There is some truth to that.
Certainly, the extraordinary bravery of the firefighters and other rescue personnel in New York and Washington provided an invigorating spectacle—as did Todd “Let’s Roll” Beamer and his fellow passengers on United Airlines Flight 93.
Having learned from their cellphones what had happened at the World Trade Center and the Pentagon, they rushed and overpowered the terrorists who had hijacked their plane.
As a result, the plane crashed on a remote Pennsylvania farm instead of on Pennsylvania Avenue. Who knows how many lives their sacrifice saved?
The widespread sense of condign outrage—of horror leavened by anger and elevated by resolve—testified to a renewed sense of national purpose and identity after 9/11.
At one time, American flags flew in front of a U.S. post office and a liquor store.
At some point, the post office stopped displaying the flag, so on Sept. 11, 2001, the flag flew only in front of the liquor store.
Within two weeks, 17 American flags decorated that block of Charles Street, in addition to a huge flag suspended over the street close by.
“With their country under attack,” Huntington notes, “Charles Street denizens rediscovered their nation and identified themselves with it.”
Was that rediscovery anything more than a momentary passion?

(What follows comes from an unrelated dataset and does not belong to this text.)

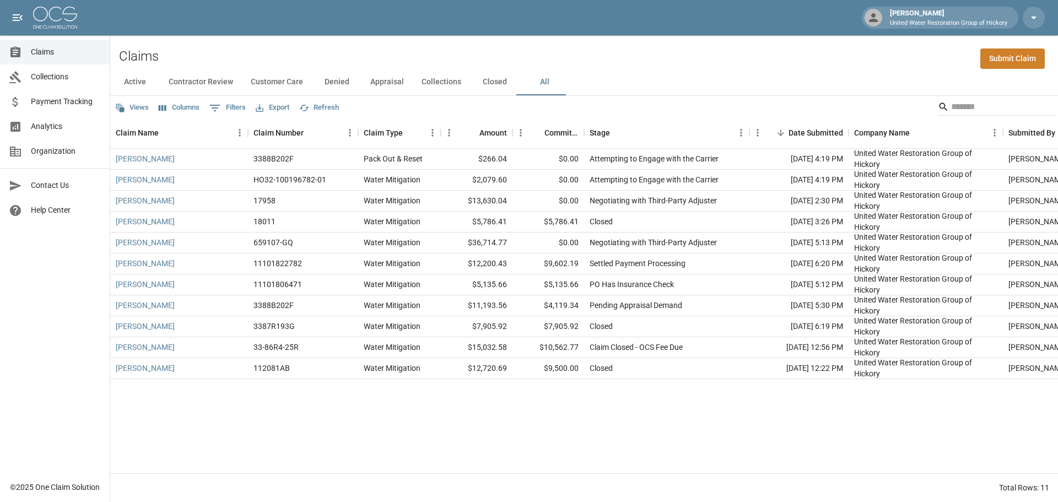  I want to click on div: Pending Appraisal Demand, so click(636, 305).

Huntington reports that within a few months, the flags on Charles Street began to disappear. By the time the first anniversary rolled around in September 2002, only four were left flying.
True, that is four times more than were there on Sept. 10, 2001, but it’s less than a quarter of the number that populated Charles Street at the end of September 2001.

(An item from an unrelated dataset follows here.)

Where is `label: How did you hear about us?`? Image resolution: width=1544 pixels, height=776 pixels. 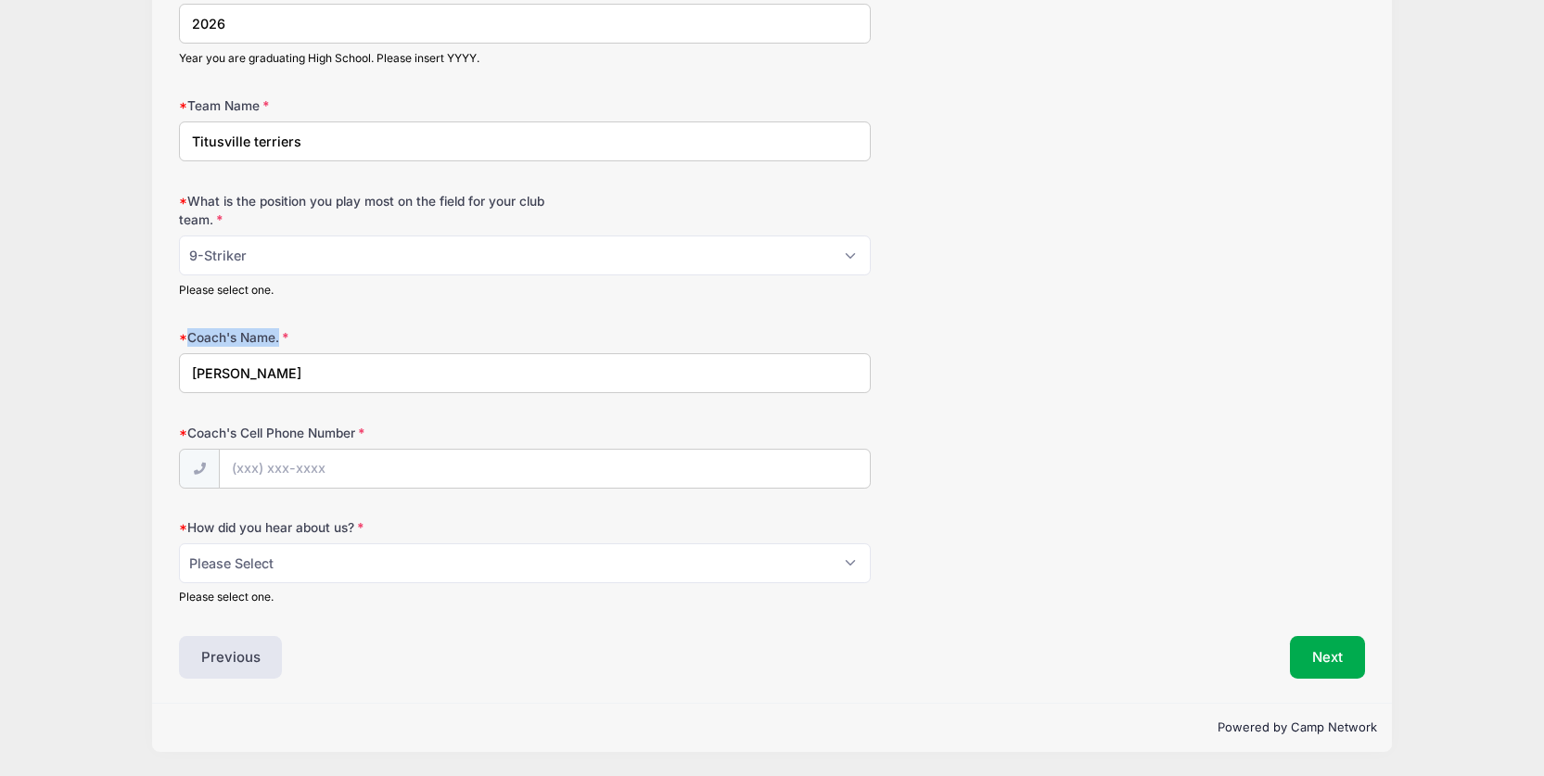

There are similar anecdotes from around the country—an excess of flag-waving followed by a relapse into indifference.
Does it mean that the sudden upsurge of patriotism in the weeks following 9/11 was only, as it were, skin-deep?

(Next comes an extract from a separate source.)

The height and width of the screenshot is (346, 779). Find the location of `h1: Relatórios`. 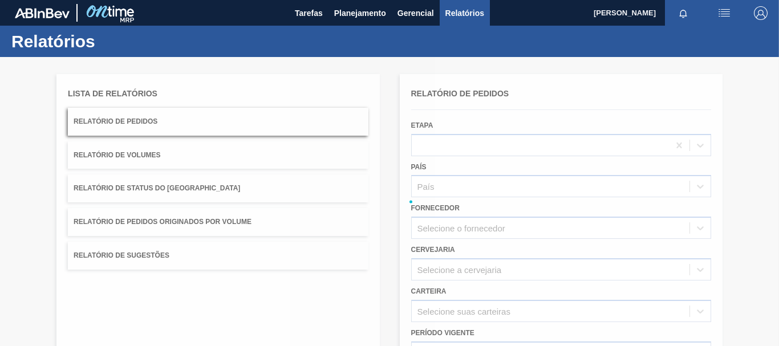

h1: Relatórios is located at coordinates (112, 41).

Or perhaps it merely testifies to the fact that a sense of permanent emergency is difficult to maintain, especially in the absence of fresh attacks?
Is our sense of ourselves as Americans potent only when challenged?
“Does it,” Huntington asks, “take an Osama bin Laden ... to make us realize that we are Americans? If we do not experience recurring destructive attacks, will we return to the fragmentation and eroded Americanism before September 11?”
Cultural Dissolution
I am writing on Memorial Day 2021, just a few months before the 20th anniversary of 9/11.The behavior of those school children at Fort McHenry—behavior that was, I am happy to report, quietly encouraged by their teachers—suggests that the answer cannot simply be no.
But I fear that for every schoolchild standing at attention for the National Anthem, there is a teacher or lawyer or judge or politician, a Black Lives Matter spokesman, ACLU employee, or critical race theorist militating against the “hegemony of the dominant culture,” the insupportable intrusion of white, Christian, “Eurocentric” values into the curriculum, the school pageant, the town green, etc., etc.
The demonstration of national character and resolve following Sept. 11 was extraordinary.
It didn’t, however, purchase immunity from the virus of cultural dissolution advanced by an elite more taken with the woke imperatives of the 1619 Project—now incorporated in the curricula of some 4,500 schools—than lessons of 1776.
The sobering truth is that the display of national heroism and resolve following 9/11 has had little if any effect on the forces behind the fragmentation and “eroded Americanism” to which Huntington refers.
Those forces aren’t isolated phenomena; they aren’t even confined to America.
On the contrary, they are part of a global crisis in national identity, coefficients of the sudden collapse of self-confidence in the West—a collapse that shows itself in everything from swiftly falling birthrates to the attack on the whole idea of the sovereign nation-state.
It’s hard to avoid thinking that a people that has lost the will to reproduce or govern itself is a people on the road to destruction.
Which is one of many reasons we should look askance at the vice president of the United States telling us to “enjoy the long weekend” when she should have paid some homage to the men and women whose sacrifice made her little bubble of affluent privilege possible.